Only some lines are wanted: please transcribe exactly those from the one containing "Find the location" through the end of the data, pictures excluded.

Available data section start

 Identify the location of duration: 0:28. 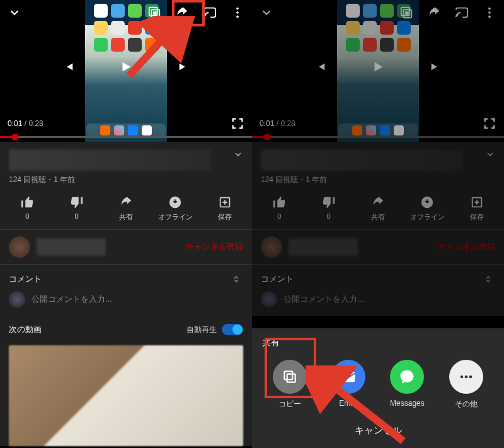
(35, 123).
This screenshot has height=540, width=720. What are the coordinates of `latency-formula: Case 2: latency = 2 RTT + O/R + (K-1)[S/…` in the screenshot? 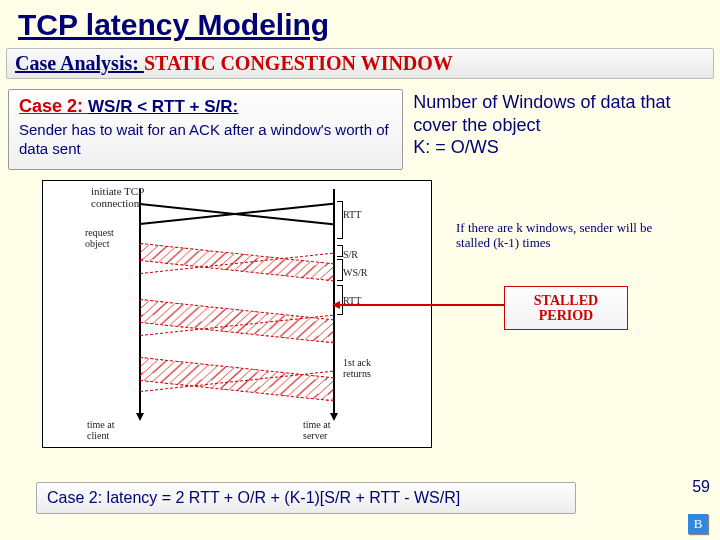 It's located at (306, 498).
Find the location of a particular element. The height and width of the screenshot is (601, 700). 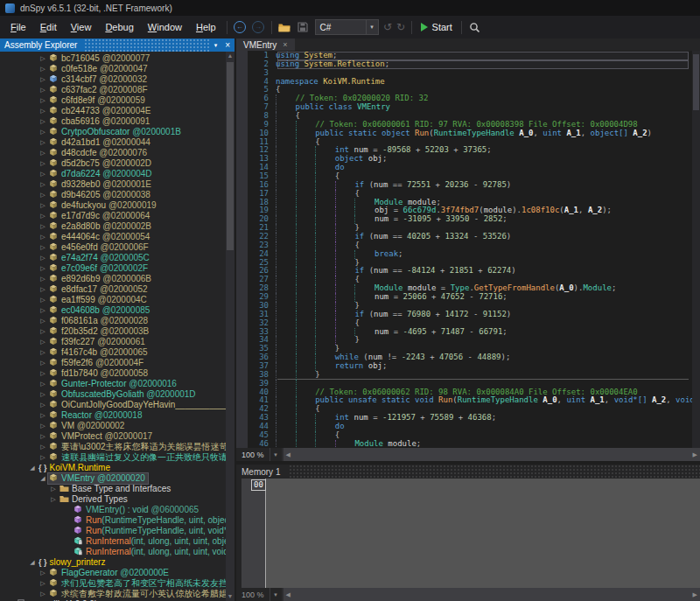

tree-item: ▷e17d7d9c @02000064 is located at coordinates (113, 216).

Available data section end

- _Reply_
Find the location of a particular element. The height and width of the screenshot is (601, 700). 

tree-item: ▷e17d7d9c @02000064 is located at coordinates (113, 216).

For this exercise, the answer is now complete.